In the early days, Matt Murphy and Greg Haas joined Jonathan and Tom. The Murphy family, there at the beginning, remains active on the COTT Board through Mary Lou Murphy, current Co-Vice President. Mary Lou’s two sons, Matt and Leo Murphy were an integral part of the COTT family. Leo Murphy, who along with Corey Dubin from Santa Barbara California founded COTTWEST, joined the COTT Board of Directors in 1992. Greg Haas became the first Editor of the COTT quarterly journal, The Common Factor. From 1991 through the end of the decade Common Factor was one of the leading HIV/AIDS grassroots publications. In 1993 Richard Valdez, from the then-Michael-Rosenberg-led Peer Association, joined the COTT Board to facilitate a better working relationship between the two community organizations. Dick has certainly had an Impact on the actions and directions of the Committee of Ten Thousand. In 1993 COTT founded, along with other community based organizations, the Hemophilia Federation. The federation worked under the wing of COTT until 1995 when a growth related, full separation took place. In the spirit of organizational respect and boundaries Jan Hamilton resigned from the COTT Board while Corey Dubin, in turn, resigned from the Board of the Federation. COTT currently enjoys a good working relationship with the Hemophilia Federation.

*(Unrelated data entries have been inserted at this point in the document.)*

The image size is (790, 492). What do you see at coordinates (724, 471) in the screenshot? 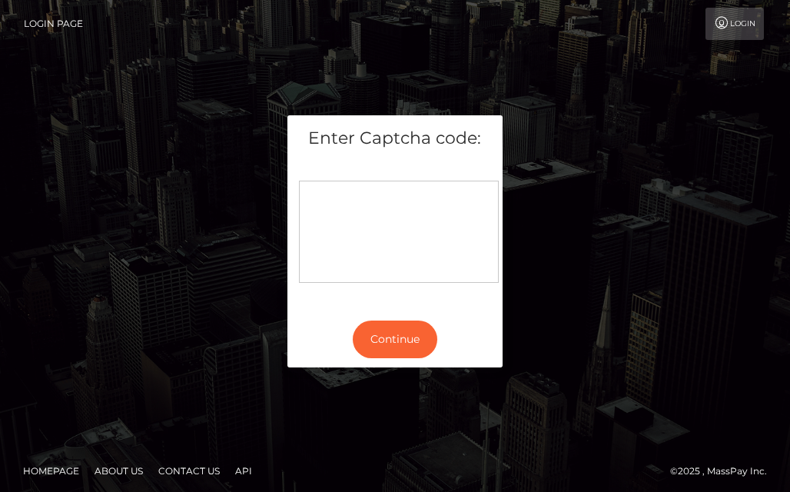
I see `div: © 2025 , MassPay Inc.` at bounding box center [724, 471].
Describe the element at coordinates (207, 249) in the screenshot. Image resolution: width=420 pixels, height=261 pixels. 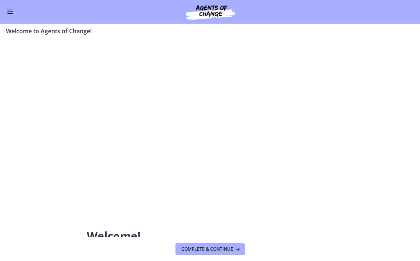
I see `span: Complete & continue` at that location.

COTT has survived the loss of nearly 60 percent of its Board of Directors during the height of the AIDS/blood epidemic during the mid 1990s. Many organizations would have been unable to sustain such losses and continue as a viable and effective community based agency. However through the perseverance of its Board and the people surviving, COTT has not only survived it is experiencing a second wind of growth and remains vibrant and representative of the grass roots hemophilia community. As we prepare to enter the second five years of the twenty-first century, you can still hear and feel the influence of Jonathan Wadleigh, Tom Fahey, and the voices of all those who passed into the spirit world, in the work and ethos of  the Committee of Ten Thousand.